Monday, December 12, 2005

The Final List: I Read More than I Thought

These should clean up the list of books I read in 2005 with capsule reviews:

“The House of Morgan: An American Banking Dynasty and the Rise of Modern Finance” by Ron Chernow [Grove: 1990] which I was led to because I became a devotee of Chernow’s biographical talents when I read his “Alexander Hamilton” in 2004. He has the uncanny knack of bringing alive aristocrats (Hamilton, J. P. Morgan, Robert Moses) who have defied earlier definition. It’s a primer on finance in the 19th to 20th centuries. Vital read.

“Winning the Future: A 21st Century Contract with America” by Newt Gingrich [Regnery: 2005]. Newt’s bid to keep alive available for the 2008 presidency. He’s the same back-bencher I knew when he was plotting the revolution—only he couldn’t master himself. Distinctive book in that here for the first time he embraces social conservatism with the startling but apt recommendation that if the presidency can’t—or won’t—change the courts, the House can do it by cutting the appropriations. Vital read.

“The Bushes” by Peter and Rochelle Schweitzer [Doubleday: 2004]. Good, objective review of the dynastic family written by a couple who plainly voted for George W. but knows his failings. Read.

“The Family: The Real Story of the Bush Dynasty” by Kitty Kelley [Doubleday: 2004]. Supposed tell-all book, a stereotypical hatchet-job by a cat who interviewed everybody—including Neil Bush’s ex-wife—who wanted to cut up the family. It would have been good if the documentation were not full of anonymous sources. I knew Kitty Kelley when she was an assistant press secretary to Eugene McCarthy: then a quiet mouse, now a tiger and vicious assassin. Skip.

“Where the Right Went Wrong” by Pat Buchanan [St. Martin’s Press: 2005]. Great read but as of a few years ago—very few, actually—I fell out of bed with the paleos. I got the neo-con religion late and believe Pat’s protectionism, anti-immigration and Fortress America concepts supply red meat but would be disastrous. He’s a magnificent polemicist, however, with a prose style very nearly the equal of H. L. Mencken. Vital read to read the prose laureate of the paleos. Remember, Pat has left the Republican party and ran the worst independent campaign possible to imagine in 2000. Vital read.

“Making Senses Out of Scripture: Reading the Bible As the First Christians Did” by Mark Shea [Basilica: 1999] is an intriguing book and yet “senses” is the right word: examining the Bible from four senses: literal, allegorical, moral and analogical. A thrilling book of insights by a humorist with a style at least as good as Peter Kreeft’s. Vital read.

“By What Authority? An Evangelical Discovers Catholic Tradition” by Mark Shea [Our Sunday Visitor: 1996] by the Catholic apologist and tireless blogger who was referred to me by my friend Elias Crim. Vital read.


What the task asks
A word-for-word copy of the entries is the goal; leave out the pictures.
::::
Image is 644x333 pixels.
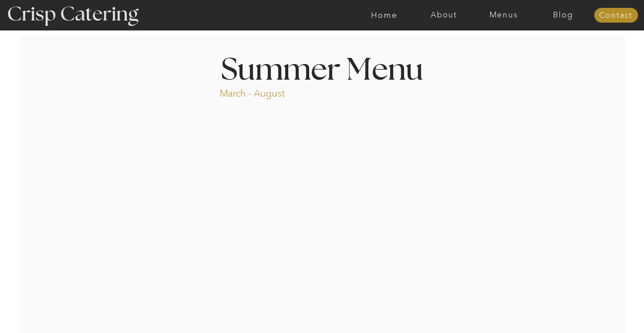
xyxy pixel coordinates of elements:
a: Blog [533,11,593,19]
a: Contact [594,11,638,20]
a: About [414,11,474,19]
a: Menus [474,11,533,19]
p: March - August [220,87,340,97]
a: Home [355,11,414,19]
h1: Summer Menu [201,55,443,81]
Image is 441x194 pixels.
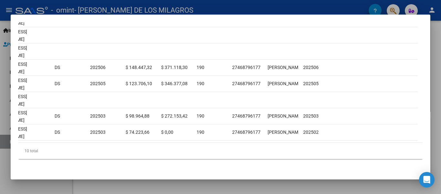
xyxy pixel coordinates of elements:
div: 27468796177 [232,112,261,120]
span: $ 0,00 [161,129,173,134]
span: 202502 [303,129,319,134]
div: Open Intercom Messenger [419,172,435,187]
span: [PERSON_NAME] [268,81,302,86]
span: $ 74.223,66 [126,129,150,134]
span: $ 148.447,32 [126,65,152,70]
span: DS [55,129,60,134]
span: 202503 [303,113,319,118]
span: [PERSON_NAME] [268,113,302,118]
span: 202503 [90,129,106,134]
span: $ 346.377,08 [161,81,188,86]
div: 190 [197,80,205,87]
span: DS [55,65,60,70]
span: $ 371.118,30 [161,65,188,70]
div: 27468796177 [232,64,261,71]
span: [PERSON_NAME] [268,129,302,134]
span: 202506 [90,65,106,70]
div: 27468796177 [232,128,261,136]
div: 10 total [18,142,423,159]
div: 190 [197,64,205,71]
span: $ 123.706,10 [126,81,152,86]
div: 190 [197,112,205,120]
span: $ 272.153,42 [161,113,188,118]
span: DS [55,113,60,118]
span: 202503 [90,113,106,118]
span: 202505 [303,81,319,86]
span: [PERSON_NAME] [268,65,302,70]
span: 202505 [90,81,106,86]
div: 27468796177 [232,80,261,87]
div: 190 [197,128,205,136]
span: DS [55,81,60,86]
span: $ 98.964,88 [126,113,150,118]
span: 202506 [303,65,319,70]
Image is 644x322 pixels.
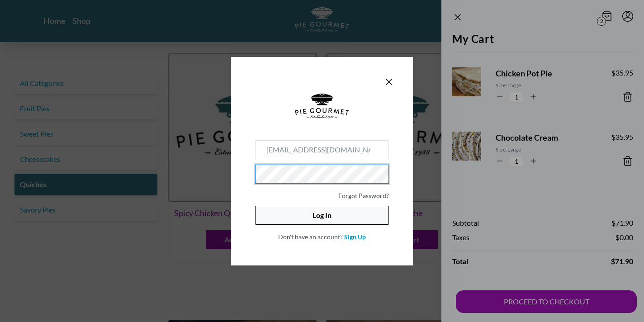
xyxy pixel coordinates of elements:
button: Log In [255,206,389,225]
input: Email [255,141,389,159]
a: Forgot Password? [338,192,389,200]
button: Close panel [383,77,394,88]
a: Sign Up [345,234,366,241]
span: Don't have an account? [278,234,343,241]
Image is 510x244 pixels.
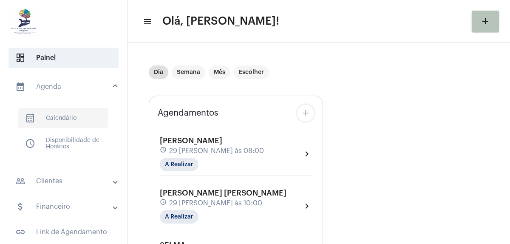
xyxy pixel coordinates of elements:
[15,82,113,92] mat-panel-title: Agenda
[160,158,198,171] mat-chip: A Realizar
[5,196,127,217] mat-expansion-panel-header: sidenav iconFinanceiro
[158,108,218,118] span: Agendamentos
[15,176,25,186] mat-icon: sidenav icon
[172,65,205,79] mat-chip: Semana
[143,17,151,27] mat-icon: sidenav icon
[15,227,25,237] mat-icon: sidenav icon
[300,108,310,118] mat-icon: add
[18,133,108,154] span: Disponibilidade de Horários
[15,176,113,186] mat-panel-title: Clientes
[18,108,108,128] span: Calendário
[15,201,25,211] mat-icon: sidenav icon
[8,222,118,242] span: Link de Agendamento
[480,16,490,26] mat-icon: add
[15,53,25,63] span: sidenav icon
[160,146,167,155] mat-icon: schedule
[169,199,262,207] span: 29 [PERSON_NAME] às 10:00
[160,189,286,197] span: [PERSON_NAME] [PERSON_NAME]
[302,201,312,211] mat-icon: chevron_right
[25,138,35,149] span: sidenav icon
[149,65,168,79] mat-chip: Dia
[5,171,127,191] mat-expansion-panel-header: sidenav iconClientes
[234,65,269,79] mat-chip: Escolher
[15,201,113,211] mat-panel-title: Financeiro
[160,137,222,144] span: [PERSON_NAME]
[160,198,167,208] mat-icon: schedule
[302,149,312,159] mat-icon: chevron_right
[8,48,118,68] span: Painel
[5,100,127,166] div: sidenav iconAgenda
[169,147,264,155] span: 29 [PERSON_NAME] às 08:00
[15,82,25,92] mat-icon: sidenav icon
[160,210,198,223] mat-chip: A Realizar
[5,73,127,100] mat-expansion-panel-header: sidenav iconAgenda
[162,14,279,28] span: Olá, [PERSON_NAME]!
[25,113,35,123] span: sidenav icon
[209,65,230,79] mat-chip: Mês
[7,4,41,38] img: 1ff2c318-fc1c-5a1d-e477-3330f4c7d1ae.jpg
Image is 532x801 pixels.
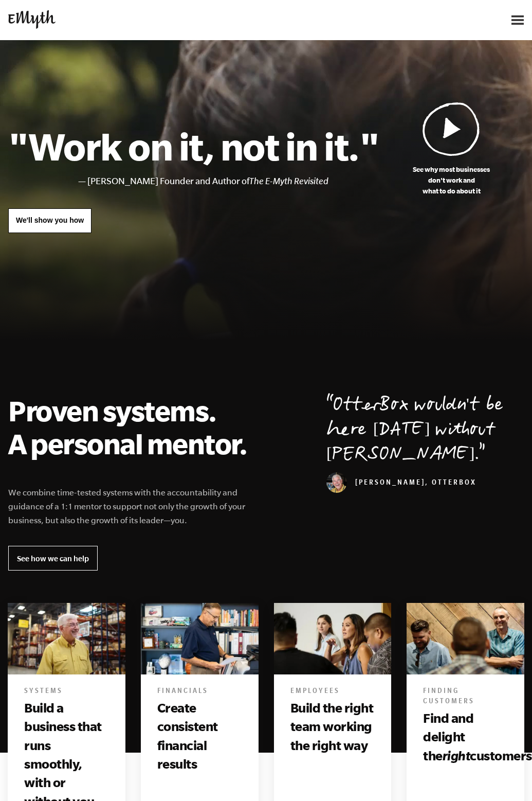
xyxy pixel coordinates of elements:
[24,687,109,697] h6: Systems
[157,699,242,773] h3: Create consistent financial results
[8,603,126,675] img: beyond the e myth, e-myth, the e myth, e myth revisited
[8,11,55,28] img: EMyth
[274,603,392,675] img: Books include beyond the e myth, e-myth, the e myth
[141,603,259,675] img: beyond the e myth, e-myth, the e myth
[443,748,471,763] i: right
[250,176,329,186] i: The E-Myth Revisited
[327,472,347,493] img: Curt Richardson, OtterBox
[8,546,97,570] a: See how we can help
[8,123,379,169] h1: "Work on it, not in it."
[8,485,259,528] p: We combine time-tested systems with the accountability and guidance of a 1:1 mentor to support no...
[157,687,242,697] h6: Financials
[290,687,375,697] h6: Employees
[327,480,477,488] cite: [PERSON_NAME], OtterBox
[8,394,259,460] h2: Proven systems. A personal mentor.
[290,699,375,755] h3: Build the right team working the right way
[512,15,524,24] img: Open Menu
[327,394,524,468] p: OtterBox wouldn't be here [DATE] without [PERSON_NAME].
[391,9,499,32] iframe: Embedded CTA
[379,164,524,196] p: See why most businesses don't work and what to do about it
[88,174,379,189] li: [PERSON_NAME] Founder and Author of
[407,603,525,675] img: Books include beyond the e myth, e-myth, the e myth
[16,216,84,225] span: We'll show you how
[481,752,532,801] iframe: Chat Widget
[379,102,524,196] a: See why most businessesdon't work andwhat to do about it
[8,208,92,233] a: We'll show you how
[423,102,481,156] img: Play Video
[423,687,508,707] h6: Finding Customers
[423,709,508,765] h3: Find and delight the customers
::::
Response to the exercise
Image is 644x333 pixels.
xyxy pixel coordinates of elements:
a: Blog [533,11,593,19]
a: Contact [594,11,638,20]
a: About [414,11,474,19]
a: Menus [474,11,533,19]
p: March - August [220,87,340,97]
a: Home [355,11,414,19]
h1: Summer Menu [201,55,443,81]
Image is 441x194 pixels.
xyxy pixel coordinates of elements:
div: 27468796177 [232,112,261,120]
span: $ 0,00 [161,129,173,134]
span: 202502 [303,129,319,134]
div: Open Intercom Messenger [419,172,435,187]
span: [PERSON_NAME] [268,81,302,86]
span: $ 74.223,66 [126,129,150,134]
span: $ 148.447,32 [126,65,152,70]
span: DS [55,129,60,134]
span: 202503 [303,113,319,118]
span: [PERSON_NAME] [268,113,302,118]
span: 202503 [90,129,106,134]
span: $ 346.377,08 [161,81,188,86]
div: 190 [197,80,205,87]
span: DS [55,65,60,70]
span: $ 371.118,30 [161,65,188,70]
div: 27468796177 [232,64,261,71]
span: [PERSON_NAME] [268,129,302,134]
span: 202506 [90,65,106,70]
div: 27468796177 [232,128,261,136]
div: 10 total [18,142,423,159]
div: 190 [197,64,205,71]
span: $ 123.706,10 [126,81,152,86]
div: 190 [197,112,205,120]
span: $ 272.153,42 [161,113,188,118]
span: DS [55,113,60,118]
span: 202503 [90,113,106,118]
span: 202505 [303,81,319,86]
span: [PERSON_NAME] [268,65,302,70]
span: 202505 [90,81,106,86]
div: 27468796177 [232,80,261,87]
div: 190 [197,128,205,136]
span: DS [55,81,60,86]
span: $ 98.964,88 [126,113,150,118]
span: 202506 [303,65,319,70]
Image is 644x322 pixels.
xyxy pixel coordinates of elements:
button: Log In [255,206,389,225]
input: Email [255,141,389,159]
a: Forgot Password? [338,192,389,200]
button: Close panel [383,77,394,88]
a: Sign Up [345,234,366,241]
span: Don't have an account? [278,234,343,241]
Image is 510x244 pixels.
xyxy pixel coordinates of elements:
[15,82,113,92] mat-panel-title: Agenda
[160,158,198,171] mat-chip: A Realizar
[5,196,127,217] mat-expansion-panel-header: sidenav iconFinanceiro
[158,108,218,118] span: Agendamentos
[15,176,25,186] mat-icon: sidenav icon
[172,65,205,79] mat-chip: Semana
[143,17,151,27] mat-icon: sidenav icon
[15,227,25,237] mat-icon: sidenav icon
[300,108,310,118] mat-icon: add
[18,133,108,154] span: Disponibilidade de Horários
[15,176,113,186] mat-panel-title: Clientes
[18,108,108,128] span: Calendário
[15,201,25,211] mat-icon: sidenav icon
[8,222,118,242] span: Link de Agendamento
[480,16,490,26] mat-icon: add
[15,53,25,63] span: sidenav icon
[160,146,167,155] mat-icon: schedule
[169,199,262,207] span: 29 [PERSON_NAME] às 10:00
[160,189,286,197] span: [PERSON_NAME] [PERSON_NAME]
[302,201,312,211] mat-icon: chevron_right
[25,138,35,149] span: sidenav icon
[149,65,168,79] mat-chip: Dia
[5,171,127,191] mat-expansion-panel-header: sidenav iconClientes
[234,65,269,79] mat-chip: Escolher
[15,201,113,211] mat-panel-title: Financeiro
[160,137,222,144] span: [PERSON_NAME]
[160,198,167,208] mat-icon: schedule
[302,149,312,159] mat-icon: chevron_right
[8,48,118,68] span: Painel
[5,100,127,166] div: sidenav iconAgenda
[169,147,264,155] span: 29 [PERSON_NAME] às 08:00
[15,82,25,92] mat-icon: sidenav icon
[160,210,198,223] mat-chip: A Realizar
[5,73,127,100] mat-expansion-panel-header: sidenav iconAgenda
[162,14,279,28] span: Olá, [PERSON_NAME]!
[25,113,35,123] span: sidenav icon
[209,65,230,79] mat-chip: Mês
[7,4,41,38] img: 1ff2c318-fc1c-5a1d-e477-3330f4c7d1ae.jpg
Image is 532x801 pixels.
xyxy pixel coordinates of elements:
[24,687,109,697] h6: Systems
[157,699,242,773] h3: Create consistent financial results
[8,603,126,675] img: beyond the e myth, e-myth, the e myth, e myth revisited
[8,11,55,28] img: EMyth
[274,603,392,675] img: Books include beyond the e myth, e-myth, the e myth
[141,603,259,675] img: beyond the e myth, e-myth, the e myth
[443,748,471,763] i: right
[250,176,329,186] i: The E-Myth Revisited
[327,472,347,493] img: Curt Richardson, OtterBox
[8,546,97,570] a: See how we can help
[8,123,379,169] h1: "Work on it, not in it."
[8,485,259,528] p: We combine time-tested systems with the accountability and guidance of a 1:1 mentor to support no...
[157,687,242,697] h6: Financials
[290,687,375,697] h6: Employees
[327,480,477,488] cite: [PERSON_NAME], OtterBox
[8,394,259,460] h2: Proven systems. A personal mentor.
[290,699,375,755] h3: Build the right team working the right way
[512,15,524,24] img: Open Menu
[327,394,524,468] p: OtterBox wouldn't be here [DATE] without [PERSON_NAME].
[391,9,499,32] iframe: Embedded CTA
[379,164,524,196] p: See why most businesses don't work and what to do about it
[88,174,379,189] li: [PERSON_NAME] Founder and Author of
[407,603,525,675] img: Books include beyond the e myth, e-myth, the e myth
[16,216,84,225] span: We'll show you how
[481,752,532,801] iframe: Chat Widget
[379,102,524,196] a: See why most businessesdon't work andwhat to do about it
[8,208,92,233] a: We'll show you how
[423,102,481,156] img: Play Video
[423,687,508,707] h6: Finding Customers
[423,709,508,765] h3: Find and delight the customers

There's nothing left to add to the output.